Abut a month ago I made this post to Twitter:
Me: Alan wake is a “psychological action thriller”. Sarah: That’s code for “scary as shit!”
Thus began my decent into the darkness that claimed Alan Wake, the latest story driven thriller on the Xbox 360. I had decided to hold off on playing Alan Wake due to my obsession with Red Dead Redemption. Since RDR took quite a while to get through the story, it delayed my run of AW. Of course once I finished AW I had planned to write up my review but my house was set upon by a plague of darkness on it’s own with everyone catching some sort of head cold. This leaves me behind on quite a few posts, but I will do my best to catch up.
So, Alan Wake lives up to it’s tag line (and thusly, Sarah’s translation). The main story gets played out as a kind of a Television episodic story that is broken up into 6 parts. Even though I spread it out over the course of the month, the actual game play was exactly 6 days. I did this because I really didn’t want to cut off an episode mid way. Each episode was approximately 2-3 hours of game play, so in hind sight, the whole game was just about 15ish hours of play time. Some of you would think that is short but trust me, the story is more than worth it.
The story is where Alan Wake really shines. Most games that come out these days have amazing graphics, outstanding music, etc, etc. The story is really one part where many games loose it just a little. Case in point, I loved the story in Red Dead Redemption, but there were enough holes, and missing elements that, as a player, I missed out on. With Alan Wake, the whole game was very linear so that the string the player follows is the story the developers want to tell. When the story is done, you may want for more, but it’s not from holes in the story, it’s from the story being so compelling that you want more of it.
Ok, Spoiler time, if you don’t want to know, don’t read any further.
Alan Wake is a troubled writer who, with his wife, vacations to a lake side town of Bright Falls. Unfortunately, the town has it’s own dramatic flare. A haunted lake claims Alan’s wife as it’s hostage and forces Alan to write infusing his story with it’s own powers of darkness to gain strength. Alan escapes the story by writing himself into it (I know, it’s weird but it does make sense, kinda) so that he can rescue his wife. You spend the bulk of the game racing through town trying to learn about the whereabouts of your wife and following a trail of dropped manuscript pages that “you” wrote for the story. The really mind blowing meta comes from the last two episodes where you learn that Alan’s Father was trapped by the same lake and forced to write a story that leads to Alan coming to the lake, to get trapped, and forced to write a story where he encounters his father’s story…. I’m going to stop there before my head explodes.
Now, as for the likes and dislikes:
Bright Falls (Likes)
Ambiance – In order to set the mood for the story, the ambiance in the town flows with the story both for daytime and night time.
Narration – I loved that Alan was Narrating the whole story as I played it out. It added more of that “I am in a novel” feeling.
Barry – Your agent comes to “rescue” you in Bright Falls and ends up tagging along on most of the ride through the story. His comedy relief is a great add to the whole experience.
Night Falls (Dislikes)
Scavenger Hunt – One of the things you have to do in the story is to hunt around and find various scraps of the manuscript. Hidden along the way there are also a number of Coffee Thermoses, weapon stashes, and radio/TV shows you can tune into. The problem I had with this is that I would walk into an area and start searching the areas that were more off the path of the story in order to try and find these things. In some respect it’s cool, but in many it’s just a distraction.
Over all I felt Alan Wake was an amazing game. I can’t wait for the next two episodes that are due out as DLC soon. Hopefully the game won’t suffer in numbers due to being released opposite Red Dead Redemption. Go Buy It!!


• EXERCISE DESCRIPTION:
For the data below, the lines that hold "this" should be counted; only the resulting number is expected.

• EXTRACTED MATERIAL:
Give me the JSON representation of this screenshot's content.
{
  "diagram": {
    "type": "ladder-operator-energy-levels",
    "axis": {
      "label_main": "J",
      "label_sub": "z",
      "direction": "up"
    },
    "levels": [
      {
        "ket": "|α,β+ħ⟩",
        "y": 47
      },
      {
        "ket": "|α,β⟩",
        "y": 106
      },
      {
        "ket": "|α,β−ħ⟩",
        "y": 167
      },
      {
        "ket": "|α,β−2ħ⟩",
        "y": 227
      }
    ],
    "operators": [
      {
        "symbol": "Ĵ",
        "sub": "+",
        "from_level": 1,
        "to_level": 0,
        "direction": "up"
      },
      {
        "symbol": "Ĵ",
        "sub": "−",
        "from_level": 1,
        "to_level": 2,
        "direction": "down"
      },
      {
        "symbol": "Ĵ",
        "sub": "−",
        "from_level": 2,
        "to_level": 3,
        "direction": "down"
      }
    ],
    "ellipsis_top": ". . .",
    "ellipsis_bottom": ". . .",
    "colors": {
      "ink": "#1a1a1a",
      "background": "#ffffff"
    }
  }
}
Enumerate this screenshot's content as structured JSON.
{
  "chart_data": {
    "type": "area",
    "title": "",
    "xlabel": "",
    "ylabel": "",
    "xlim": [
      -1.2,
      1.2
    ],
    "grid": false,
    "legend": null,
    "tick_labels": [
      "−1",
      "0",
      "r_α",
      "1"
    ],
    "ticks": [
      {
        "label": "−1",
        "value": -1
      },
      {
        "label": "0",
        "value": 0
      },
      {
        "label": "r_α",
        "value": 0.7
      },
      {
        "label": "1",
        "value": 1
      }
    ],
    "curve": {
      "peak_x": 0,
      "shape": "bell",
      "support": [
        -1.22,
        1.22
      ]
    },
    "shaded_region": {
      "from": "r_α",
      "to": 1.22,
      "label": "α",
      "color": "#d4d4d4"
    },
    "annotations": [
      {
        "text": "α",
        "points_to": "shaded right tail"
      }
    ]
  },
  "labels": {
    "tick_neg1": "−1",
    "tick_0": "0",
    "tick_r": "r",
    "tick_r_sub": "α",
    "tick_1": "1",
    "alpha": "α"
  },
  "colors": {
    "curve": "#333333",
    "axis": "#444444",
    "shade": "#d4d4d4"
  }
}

--

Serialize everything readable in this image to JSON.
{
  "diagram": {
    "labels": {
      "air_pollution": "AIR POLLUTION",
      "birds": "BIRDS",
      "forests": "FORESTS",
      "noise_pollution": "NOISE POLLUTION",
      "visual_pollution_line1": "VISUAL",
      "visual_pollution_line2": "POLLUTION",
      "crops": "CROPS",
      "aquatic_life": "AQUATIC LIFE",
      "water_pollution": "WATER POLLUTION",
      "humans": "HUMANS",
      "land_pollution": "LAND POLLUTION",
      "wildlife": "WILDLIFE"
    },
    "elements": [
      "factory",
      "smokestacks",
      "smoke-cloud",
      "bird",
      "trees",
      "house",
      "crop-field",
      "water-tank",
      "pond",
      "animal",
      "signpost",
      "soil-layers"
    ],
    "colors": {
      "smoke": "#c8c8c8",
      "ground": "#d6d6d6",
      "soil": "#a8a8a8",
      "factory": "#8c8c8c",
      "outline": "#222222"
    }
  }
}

• THE ANSWER:
3